Her work is often in the reflection of “Wabi-sabi (侘び寂び)”, and she finds beauty in imperfection, impermanence, and incompleteness. She is also influenced by a great visual storyteller, Roy DeCarava.
Yukino Ohmura
Yukino has been creating art using round stickers that are easily accessible at stationery stores, expressing nightscapes which won the Tokyo Midtown Awards while still attending University. Since then, Yukino has been active globally and has been collaborating with various artists and projects.
Atsushi Adachi
Atsushi Adachi mainly uses newspapers and magazines as materials, and creates the theme of recording memories using print as a medium.
Adachi believes that the things that exist in this world has some kind of influence from the past, which he reflects on his pieces as “engraved memories”.
Yumi Kimura
Yumi Kimura is an illustrator / artist from Hiroshima, Japan, who also works for Japanese magazines and in the advertising field.
Her works are known for stylish abstract and simple, cute illustrations.
While Yumi communicates with clients digitally, many of her works uses analogue materials and creates textures carefully.
As an artist, watercolors and oil pastels are being used as well as mixing them with digital techniques.

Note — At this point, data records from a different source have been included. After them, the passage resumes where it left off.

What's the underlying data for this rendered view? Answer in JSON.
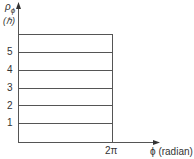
{
  "diagram": {
    "y_axis_label_symbol": "ρ",
    "y_axis_label_sub": "ϕ",
    "y_axis_unit": "(ℏ)",
    "x_axis_label": "ϕ (radian)",
    "x_tick_label": "2π",
    "y_tick_labels": [
      "1",
      "2",
      "3",
      "4",
      "5"
    ],
    "levels": [
      1,
      2,
      3,
      4,
      5,
      6
    ],
    "colors": {
      "line": "#555555",
      "background": "#ffffff"
    }
  }
}
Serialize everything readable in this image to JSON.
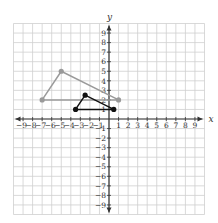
{
  "chart_data": {
    "type": "scatter",
    "title": "",
    "xlabel": "x",
    "ylabel": "y",
    "xlim": [
      -10,
      10
    ],
    "ylim": [
      -10,
      10
    ],
    "grid": true,
    "x_ticks": [
      -9,
      -8,
      -7,
      -6,
      -5,
      -4,
      -3,
      -2,
      -1,
      1,
      2,
      3,
      4,
      5,
      6,
      7,
      8,
      9
    ],
    "y_ticks": [
      -9,
      -8,
      -7,
      -6,
      -5,
      -4,
      -3,
      -2,
      -1,
      1,
      2,
      3,
      4,
      5,
      6,
      7,
      8,
      9
    ],
    "series": [
      {
        "name": "gray-triangle",
        "shape": "triangle",
        "color": "#9a9a9a",
        "points": [
          [
            -7,
            2
          ],
          [
            -5,
            5
          ],
          [
            1,
            2
          ]
        ]
      },
      {
        "name": "black-triangle",
        "shape": "triangle",
        "color": "#111111",
        "points": [
          [
            -3.5,
            1
          ],
          [
            -2.5,
            2.5
          ],
          [
            0.5,
            1
          ]
        ]
      }
    ]
  },
  "layout": {
    "origin_px": [
      109,
      119
    ],
    "unit_px": 9.55,
    "grid_color": "#cfcfcf",
    "axis_color": "#333333"
  }
}
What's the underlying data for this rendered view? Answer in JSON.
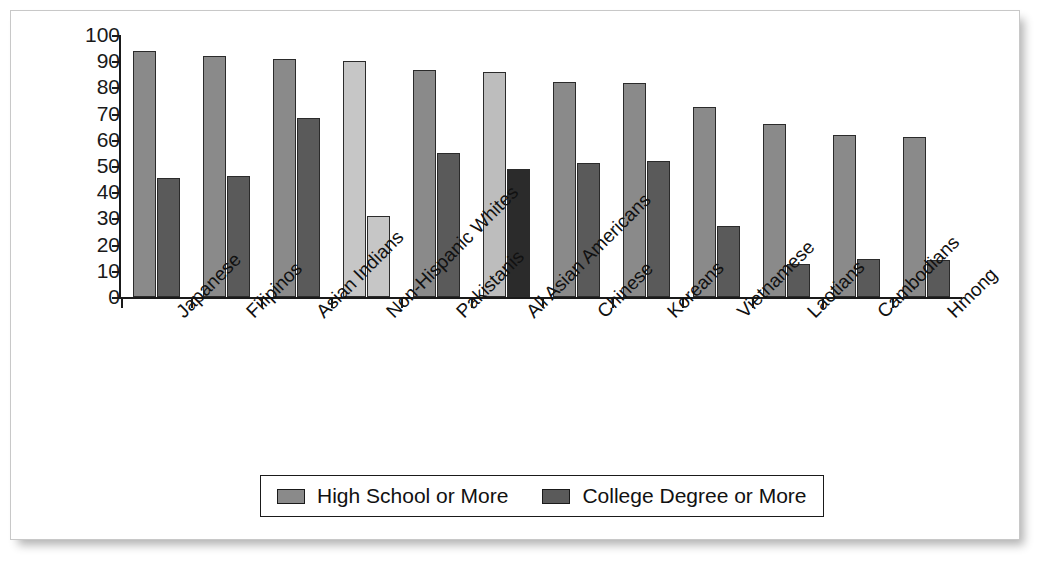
{
  "chart_data": {
    "type": "bar",
    "title": "",
    "xlabel": "",
    "ylabel": "",
    "ylim": [
      0,
      100
    ],
    "yticks": [
      100,
      90,
      80,
      70,
      60,
      50,
      40,
      30,
      20,
      10,
      0
    ],
    "grid": false,
    "legend_position": "bottom-center",
    "categories": [
      "Japanese",
      "Filipinos",
      "Asian Indians",
      "Non-Hispanic Whites",
      "Pakistanis",
      "All Asian Americans",
      "Chinese",
      "Koreans",
      "Vietnamese",
      "Laotians",
      "Cambodians",
      "Hmong"
    ],
    "series": [
      {
        "name": "High School or More",
        "color": "#8a8a8a",
        "values": [
          94,
          92,
          91,
          90,
          86.5,
          86,
          82,
          81.5,
          72.5,
          66,
          62,
          61
        ],
        "highlight_colors": {
          "3": "#c6c6c6",
          "5": "#bdbdbd"
        }
      },
      {
        "name": "College Degree or More",
        "color": "#5a5a5a",
        "values": [
          45.5,
          46,
          68.5,
          31,
          55,
          49,
          51,
          52,
          27,
          12.5,
          14.5,
          14
        ],
        "highlight_colors": {
          "3": "#c6c6c6",
          "5": "#2b2b2b"
        }
      }
    ]
  },
  "legend": {
    "items": [
      {
        "label": "High School or More",
        "color": "#8a8a8a"
      },
      {
        "label": "College Degree or More",
        "color": "#5a5a5a"
      }
    ]
  },
  "colors": {
    "series1": "#8a8a8a",
    "series2": "#5a5a5a",
    "highlight_light": "#c6c6c6",
    "highlight_dark": "#2b2b2b",
    "bar_border": "#2b2b2b",
    "axis": "#1a1a1a",
    "frame": "#c8c8c8"
  }
}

Yumi is constantly exploring ways to combine well made analogue art materials and digital materials to expand the possibilities of her artwork.
Johnna Slaby
Johnna Slaby is an abstract artist born and raised in Japan.
Utilizing various materials from acrylics to coffee, she creates abstract pieces that are reminiscent of a late-afternoon coffee or the golden hour near a river.

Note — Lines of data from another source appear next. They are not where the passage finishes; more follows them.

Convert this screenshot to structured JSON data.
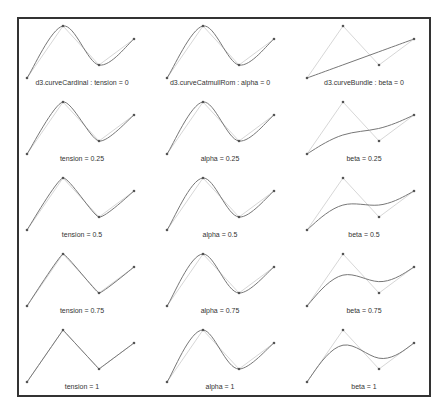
{
  "figure": {
    "colors": {
      "curve": "#777777",
      "control_polygon": "#cccccc",
      "points": "#555555",
      "frame": "#333333",
      "label": "#333333"
    },
    "control_points": [
      [
        0,
        52
      ],
      [
        36,
        0
      ],
      [
        72,
        39
      ],
      [
        107,
        13
      ]
    ],
    "columns": [
      {
        "curve": "cardinal",
        "x_offset": 27,
        "label_x": 82,
        "panels": [
          {
            "param": 0,
            "label": "d3.curveCardinal : tension = 0"
          },
          {
            "param": 0.25,
            "label": "tension = 0.25"
          },
          {
            "param": 0.5,
            "label": "tension = 0.5"
          },
          {
            "param": 0.75,
            "label": "tension = 0.75"
          },
          {
            "param": 1,
            "label": "tension = 1"
          }
        ]
      },
      {
        "curve": "catmullRom",
        "x_offset": 167,
        "label_x": 220,
        "panels": [
          {
            "param": 0,
            "label": "d3.curveCatmullRom : alpha = 0"
          },
          {
            "param": 0.25,
            "label": "alpha = 0.25"
          },
          {
            "param": 0.5,
            "label": "alpha = 0.5"
          },
          {
            "param": 0.75,
            "label": "alpha = 0.75"
          },
          {
            "param": 1,
            "label": "alpha = 1"
          }
        ]
      },
      {
        "curve": "bundle",
        "x_offset": 307,
        "label_x": 364,
        "panels": [
          {
            "param": 0,
            "label": "d3.curveBundle : beta = 0"
          },
          {
            "param": 0.25,
            "label": "beta = 0.25"
          },
          {
            "param": 0.5,
            "label": "beta = 0.5"
          },
          {
            "param": 0.75,
            "label": "beta = 0.75"
          },
          {
            "param": 1,
            "label": "beta = 1"
          }
        ]
      }
    ],
    "row_top": 26,
    "row_spacing": 76,
    "label_dy": 59
  }
}
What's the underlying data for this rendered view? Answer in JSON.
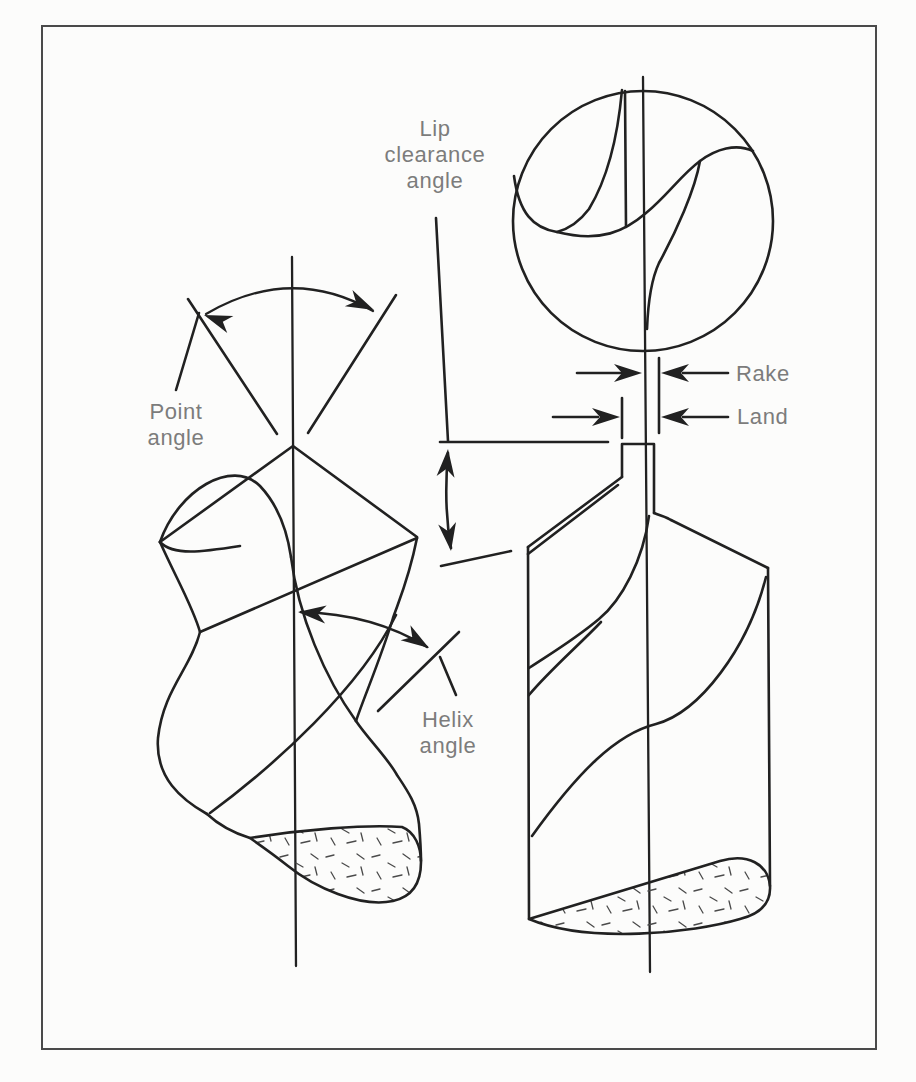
{
  "labels": {
    "lip_clearance_angle": "Lip\nclearance\nangle",
    "point_angle": "Point\nangle",
    "helix_angle": "Helix\nangle",
    "rake": "Rake",
    "land": "Land"
  },
  "colors": {
    "background": "#fcfcfb",
    "ink": "#212121",
    "label_text": "#7c7c7c",
    "border": "#4a4a4a"
  }
}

Through the experiences and stories that she comes across during her travels and life, she works them into pieces to create memories people can see.

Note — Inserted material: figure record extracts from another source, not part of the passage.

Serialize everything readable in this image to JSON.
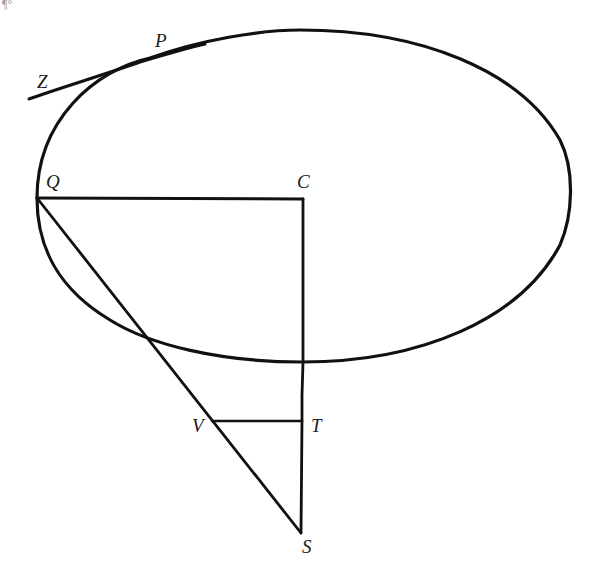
{
  "figure": {
    "title": "",
    "background": "#ffffff",
    "ink": "#111111",
    "corner_fragment": "¶°"
  },
  "labels": {
    "P": "P",
    "Z": "Z",
    "Q": "Q",
    "C": "C",
    "V": "V",
    "T": "T",
    "S": "S"
  },
  "geometry": {
    "ellipse": {
      "cx": 304,
      "cy": 196,
      "rx": 267,
      "ry": 166
    },
    "points": {
      "P": [
        140,
        62
      ],
      "Z": [
        29,
        99
      ],
      "Q": [
        37,
        198
      ],
      "C": [
        303,
        199
      ],
      "V": [
        212,
        421
      ],
      "T": [
        302,
        421
      ],
      "S": [
        301,
        533
      ]
    },
    "segments": [
      [
        "Q",
        "C"
      ],
      [
        "C",
        "S"
      ],
      [
        "Q",
        "S"
      ],
      [
        "V",
        "T"
      ]
    ]
  }
}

From her large canvas pieces to her intimate paper studies, she dissects both mundane and profound moments of life, continuing to ask, What does it mean to be alive?
Miwa Neishi
“My main sources of inspiration are abstract expressionism, merged with prehistoric and ancient clay figurines, calligraphy. By using contemporary materials, reflecting culture presented in our diverse and modernized environment, I wish to continue the legacy of human’s imagination and connection to the ultimate space of life. Each artwork is intuitively free- formed, and hand built, while I focus on the extension of lines and harmony of the form, similar to the practice of Japanese calligraphy. Complex or simple, I find every form reflects a character I came across in my life in Japan, Ohio, NYC, and elsewhere. While my art forms are sculptural and abstract, I wish the audience to find them as familiar as a flower vase – a form of earth that’s carrying life and energy, freely given from nature.”
Miyuki Akiyama
Miyuki Akiyama was born in 1980 in Okayama, Japan. She began her studies at BFA at The oil painting Musashino Art University where she also earned an MFA. and studied abroad for two years from 2008 at Experimental Art Course, China Central Academy of Fine Arts, Beijing as a research student. She conducted research on the transmission of Asian culture. Since 2018 She has been based in New York City.
She works mainly in oil on canvas and drawing on paper. In her recent work, she has made drawings and paintings based on traces from around town.
Those works are small works of daily life and layers of images. The routines and dialogues of daily life and production allow me to feel the surprise of paint bouncing around on the canvas, of mountains and oceans appearing with a stroke of the brush.
Taro Yaguchi
Taro Yaguchi is a Philadelphia-based origami artist and designer. Since 2011 he has been on the forefront of helping promote paper-folding when he created his own teaching method for origami and founded Taro’s Origami Studio. Today the studio is one of the premier places on the internet to learn origami.Taro’s orgiami aesthetic focuses on life-like animals and everyday objects and has been exhibited across the country.As a businessman Taro has also worked tirelessly to find ways to bring authentic Japanese-made paper to the rest of the world. His store is now one of the largest places to find quality origami paper and books.